### Work required
Every entry needs to be reproduced exactly.

(Recorded data)
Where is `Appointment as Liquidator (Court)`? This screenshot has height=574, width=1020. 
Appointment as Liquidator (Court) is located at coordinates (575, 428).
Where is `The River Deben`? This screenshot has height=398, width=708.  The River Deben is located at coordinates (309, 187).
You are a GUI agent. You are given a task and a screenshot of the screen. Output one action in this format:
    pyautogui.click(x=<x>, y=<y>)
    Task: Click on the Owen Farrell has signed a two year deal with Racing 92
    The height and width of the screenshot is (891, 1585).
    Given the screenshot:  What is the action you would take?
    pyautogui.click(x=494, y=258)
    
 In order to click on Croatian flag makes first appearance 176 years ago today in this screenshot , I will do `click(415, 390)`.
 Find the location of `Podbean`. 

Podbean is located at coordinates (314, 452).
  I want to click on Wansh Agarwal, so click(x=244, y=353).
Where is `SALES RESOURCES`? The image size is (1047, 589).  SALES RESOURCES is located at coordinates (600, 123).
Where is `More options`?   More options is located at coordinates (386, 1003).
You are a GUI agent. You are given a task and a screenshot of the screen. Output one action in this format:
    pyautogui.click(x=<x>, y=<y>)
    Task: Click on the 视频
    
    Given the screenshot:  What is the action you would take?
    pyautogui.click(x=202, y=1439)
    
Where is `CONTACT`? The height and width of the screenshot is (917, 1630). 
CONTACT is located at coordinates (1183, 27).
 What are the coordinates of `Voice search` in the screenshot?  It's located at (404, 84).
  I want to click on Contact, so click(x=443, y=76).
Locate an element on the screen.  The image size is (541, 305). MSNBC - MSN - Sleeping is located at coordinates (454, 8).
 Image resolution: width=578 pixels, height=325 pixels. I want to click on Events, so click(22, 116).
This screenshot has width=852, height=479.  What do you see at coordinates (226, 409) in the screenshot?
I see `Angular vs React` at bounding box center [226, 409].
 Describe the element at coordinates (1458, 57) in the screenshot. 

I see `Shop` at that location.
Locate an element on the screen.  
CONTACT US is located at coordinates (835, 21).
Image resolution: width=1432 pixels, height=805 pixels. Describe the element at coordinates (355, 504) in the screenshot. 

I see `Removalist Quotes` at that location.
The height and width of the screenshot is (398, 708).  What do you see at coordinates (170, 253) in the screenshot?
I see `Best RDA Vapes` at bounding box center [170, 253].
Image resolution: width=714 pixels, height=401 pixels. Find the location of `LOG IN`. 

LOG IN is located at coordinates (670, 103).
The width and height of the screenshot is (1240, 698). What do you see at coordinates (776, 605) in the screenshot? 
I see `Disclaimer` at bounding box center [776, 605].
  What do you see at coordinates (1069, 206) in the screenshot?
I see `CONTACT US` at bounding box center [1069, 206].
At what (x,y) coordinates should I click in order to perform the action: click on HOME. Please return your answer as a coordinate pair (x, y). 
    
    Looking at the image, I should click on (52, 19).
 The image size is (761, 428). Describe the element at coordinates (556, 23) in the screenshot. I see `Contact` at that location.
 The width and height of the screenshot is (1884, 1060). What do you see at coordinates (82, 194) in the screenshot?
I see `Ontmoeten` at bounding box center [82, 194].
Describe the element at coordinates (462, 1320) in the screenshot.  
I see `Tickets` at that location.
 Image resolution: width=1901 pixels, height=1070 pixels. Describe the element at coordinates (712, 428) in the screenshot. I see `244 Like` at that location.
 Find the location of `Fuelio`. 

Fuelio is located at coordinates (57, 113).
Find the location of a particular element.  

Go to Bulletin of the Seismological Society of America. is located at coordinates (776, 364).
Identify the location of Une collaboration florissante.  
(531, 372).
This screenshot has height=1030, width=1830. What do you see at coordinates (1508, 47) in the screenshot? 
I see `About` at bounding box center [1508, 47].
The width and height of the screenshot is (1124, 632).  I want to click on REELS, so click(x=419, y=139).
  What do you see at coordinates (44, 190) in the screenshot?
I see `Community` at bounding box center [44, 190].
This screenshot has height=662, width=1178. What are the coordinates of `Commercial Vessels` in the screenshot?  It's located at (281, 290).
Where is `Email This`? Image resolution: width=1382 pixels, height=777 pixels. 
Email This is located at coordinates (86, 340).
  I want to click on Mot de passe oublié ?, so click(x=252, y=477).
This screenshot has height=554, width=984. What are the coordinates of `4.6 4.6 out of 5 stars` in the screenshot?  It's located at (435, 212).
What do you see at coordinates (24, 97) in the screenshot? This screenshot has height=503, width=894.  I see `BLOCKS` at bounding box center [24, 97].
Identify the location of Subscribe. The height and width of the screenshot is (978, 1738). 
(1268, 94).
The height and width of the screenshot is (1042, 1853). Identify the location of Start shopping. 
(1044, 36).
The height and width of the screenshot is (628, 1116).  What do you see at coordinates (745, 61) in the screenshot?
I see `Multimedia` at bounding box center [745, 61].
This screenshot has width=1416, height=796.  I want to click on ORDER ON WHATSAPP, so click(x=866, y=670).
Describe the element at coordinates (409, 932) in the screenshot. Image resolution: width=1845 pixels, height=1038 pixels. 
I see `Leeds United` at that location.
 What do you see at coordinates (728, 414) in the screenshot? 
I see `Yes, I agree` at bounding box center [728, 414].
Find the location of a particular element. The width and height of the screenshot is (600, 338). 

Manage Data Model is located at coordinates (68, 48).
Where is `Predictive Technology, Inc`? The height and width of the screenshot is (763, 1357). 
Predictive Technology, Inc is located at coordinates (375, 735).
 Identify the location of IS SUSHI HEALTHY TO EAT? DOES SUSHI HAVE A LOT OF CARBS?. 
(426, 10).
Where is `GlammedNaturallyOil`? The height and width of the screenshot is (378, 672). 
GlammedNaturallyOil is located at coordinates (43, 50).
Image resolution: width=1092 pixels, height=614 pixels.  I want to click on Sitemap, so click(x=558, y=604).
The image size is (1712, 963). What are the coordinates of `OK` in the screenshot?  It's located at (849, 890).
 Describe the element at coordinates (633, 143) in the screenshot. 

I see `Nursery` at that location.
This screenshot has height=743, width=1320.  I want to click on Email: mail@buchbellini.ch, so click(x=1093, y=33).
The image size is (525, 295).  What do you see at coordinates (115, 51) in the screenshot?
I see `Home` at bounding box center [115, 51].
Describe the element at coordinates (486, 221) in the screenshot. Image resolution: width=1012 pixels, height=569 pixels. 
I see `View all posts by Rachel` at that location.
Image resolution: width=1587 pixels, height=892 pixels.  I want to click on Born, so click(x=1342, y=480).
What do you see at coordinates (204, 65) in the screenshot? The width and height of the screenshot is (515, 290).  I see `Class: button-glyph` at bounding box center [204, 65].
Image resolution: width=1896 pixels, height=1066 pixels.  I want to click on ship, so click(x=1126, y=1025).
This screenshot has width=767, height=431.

### Written solution
Where is `Appointment as Liquidator (Court)`? This screenshot has height=574, width=1020. 
Appointment as Liquidator (Court) is located at coordinates (575, 428).
Where is `The River Deben`? This screenshot has height=398, width=708.  The River Deben is located at coordinates (309, 187).
You are a GUI agent. You are given a task and a screenshot of the screen. Output one action in this format:
    pyautogui.click(x=<x>, y=<y>)
    Task: Click on the Owen Farrell has signed a two year deal with Racing 92
    The height and width of the screenshot is (891, 1585).
    Given the screenshot:  What is the action you would take?
    pyautogui.click(x=494, y=258)
    
 In order to click on Croatian flag makes first appearance 176 years ago today in this screenshot , I will do `click(415, 390)`.
 Find the location of `Podbean`. 

Podbean is located at coordinates (314, 452).
  I want to click on Wansh Agarwal, so click(x=244, y=353).
Where is `SALES RESOURCES`? The image size is (1047, 589).  SALES RESOURCES is located at coordinates (600, 123).
Where is `More options`?   More options is located at coordinates (386, 1003).
You are a GUI agent. You are given a task and a screenshot of the screen. Output one action in this format:
    pyautogui.click(x=<x>, y=<y>)
    Task: Click on the 视频
    
    Given the screenshot:  What is the action you would take?
    pyautogui.click(x=202, y=1439)
    
Where is `CONTACT`? The height and width of the screenshot is (917, 1630). 
CONTACT is located at coordinates (1183, 27).
 What are the coordinates of `Voice search` in the screenshot?  It's located at (404, 84).
  I want to click on Contact, so click(x=443, y=76).
Locate an element on the screen.  The image size is (541, 305). MSNBC - MSN - Sleeping is located at coordinates (454, 8).
 Image resolution: width=578 pixels, height=325 pixels. I want to click on Events, so click(22, 116).
This screenshot has width=852, height=479.  What do you see at coordinates (226, 409) in the screenshot?
I see `Angular vs React` at bounding box center [226, 409].
 Describe the element at coordinates (1458, 57) in the screenshot. 

I see `Shop` at that location.
Locate an element on the screen.  
CONTACT US is located at coordinates (835, 21).
Image resolution: width=1432 pixels, height=805 pixels. Describe the element at coordinates (355, 504) in the screenshot. 

I see `Removalist Quotes` at that location.
The height and width of the screenshot is (398, 708).  What do you see at coordinates (170, 253) in the screenshot?
I see `Best RDA Vapes` at bounding box center [170, 253].
Image resolution: width=714 pixels, height=401 pixels. Find the location of `LOG IN`. 

LOG IN is located at coordinates (670, 103).
The width and height of the screenshot is (1240, 698). What do you see at coordinates (776, 605) in the screenshot? 
I see `Disclaimer` at bounding box center [776, 605].
  What do you see at coordinates (1069, 206) in the screenshot?
I see `CONTACT US` at bounding box center [1069, 206].
At what (x,y) coordinates should I click in order to perform the action: click on HOME. Please return your answer as a coordinate pair (x, y). 
    
    Looking at the image, I should click on (52, 19).
 The image size is (761, 428). Describe the element at coordinates (556, 23) in the screenshot. I see `Contact` at that location.
 The width and height of the screenshot is (1884, 1060). What do you see at coordinates (82, 194) in the screenshot?
I see `Ontmoeten` at bounding box center [82, 194].
Describe the element at coordinates (462, 1320) in the screenshot.  
I see `Tickets` at that location.
 Image resolution: width=1901 pixels, height=1070 pixels. Describe the element at coordinates (712, 428) in the screenshot. I see `244 Like` at that location.
 Find the location of `Fuelio`. 

Fuelio is located at coordinates (57, 113).
Find the location of a particular element.  

Go to Bulletin of the Seismological Society of America. is located at coordinates (776, 364).
Identify the location of Une collaboration florissante.  
(531, 372).
This screenshot has height=1030, width=1830. What do you see at coordinates (1508, 47) in the screenshot? 
I see `About` at bounding box center [1508, 47].
The width and height of the screenshot is (1124, 632).  I want to click on REELS, so click(x=419, y=139).
  What do you see at coordinates (44, 190) in the screenshot?
I see `Community` at bounding box center [44, 190].
This screenshot has height=662, width=1178. What are the coordinates of `Commercial Vessels` in the screenshot?  It's located at (281, 290).
Where is `Email This`? Image resolution: width=1382 pixels, height=777 pixels. 
Email This is located at coordinates (86, 340).
  I want to click on Mot de passe oublié ?, so click(x=252, y=477).
This screenshot has height=554, width=984. What are the coordinates of `4.6 4.6 out of 5 stars` in the screenshot?  It's located at (435, 212).
What do you see at coordinates (24, 97) in the screenshot? This screenshot has height=503, width=894.  I see `BLOCKS` at bounding box center [24, 97].
Identify the location of Subscribe. The height and width of the screenshot is (978, 1738). 
(1268, 94).
The height and width of the screenshot is (1042, 1853). Identify the location of Start shopping. 
(1044, 36).
The height and width of the screenshot is (628, 1116).  What do you see at coordinates (745, 61) in the screenshot?
I see `Multimedia` at bounding box center [745, 61].
This screenshot has width=1416, height=796.  I want to click on ORDER ON WHATSAPP, so click(x=866, y=670).
Describe the element at coordinates (409, 932) in the screenshot. Image resolution: width=1845 pixels, height=1038 pixels. 
I see `Leeds United` at that location.
 What do you see at coordinates (728, 414) in the screenshot? 
I see `Yes, I agree` at bounding box center [728, 414].
Find the location of a particular element. The width and height of the screenshot is (600, 338). 

Manage Data Model is located at coordinates (68, 48).
Where is `Predictive Technology, Inc`? The height and width of the screenshot is (763, 1357). 
Predictive Technology, Inc is located at coordinates (375, 735).
 Identify the location of IS SUSHI HEALTHY TO EAT? DOES SUSHI HAVE A LOT OF CARBS?. 
(426, 10).
Where is `GlammedNaturallyOil`? The height and width of the screenshot is (378, 672). 
GlammedNaturallyOil is located at coordinates (43, 50).
Image resolution: width=1092 pixels, height=614 pixels.  I want to click on Sitemap, so click(x=558, y=604).
The image size is (1712, 963). What are the coordinates of `OK` in the screenshot?  It's located at (849, 890).
 Describe the element at coordinates (633, 143) in the screenshot. 

I see `Nursery` at that location.
This screenshot has height=743, width=1320.  I want to click on Email: mail@buchbellini.ch, so click(x=1093, y=33).
The image size is (525, 295).  What do you see at coordinates (115, 51) in the screenshot?
I see `Home` at bounding box center [115, 51].
Describe the element at coordinates (486, 221) in the screenshot. Image resolution: width=1012 pixels, height=569 pixels. 
I see `View all posts by Rachel` at that location.
Image resolution: width=1587 pixels, height=892 pixels.  I want to click on Born, so click(x=1342, y=480).
What do you see at coordinates (204, 65) in the screenshot? The width and height of the screenshot is (515, 290).  I see `Class: button-glyph` at bounding box center [204, 65].
Image resolution: width=1896 pixels, height=1066 pixels.  I want to click on ship, so click(x=1126, y=1025).
This screenshot has width=767, height=431.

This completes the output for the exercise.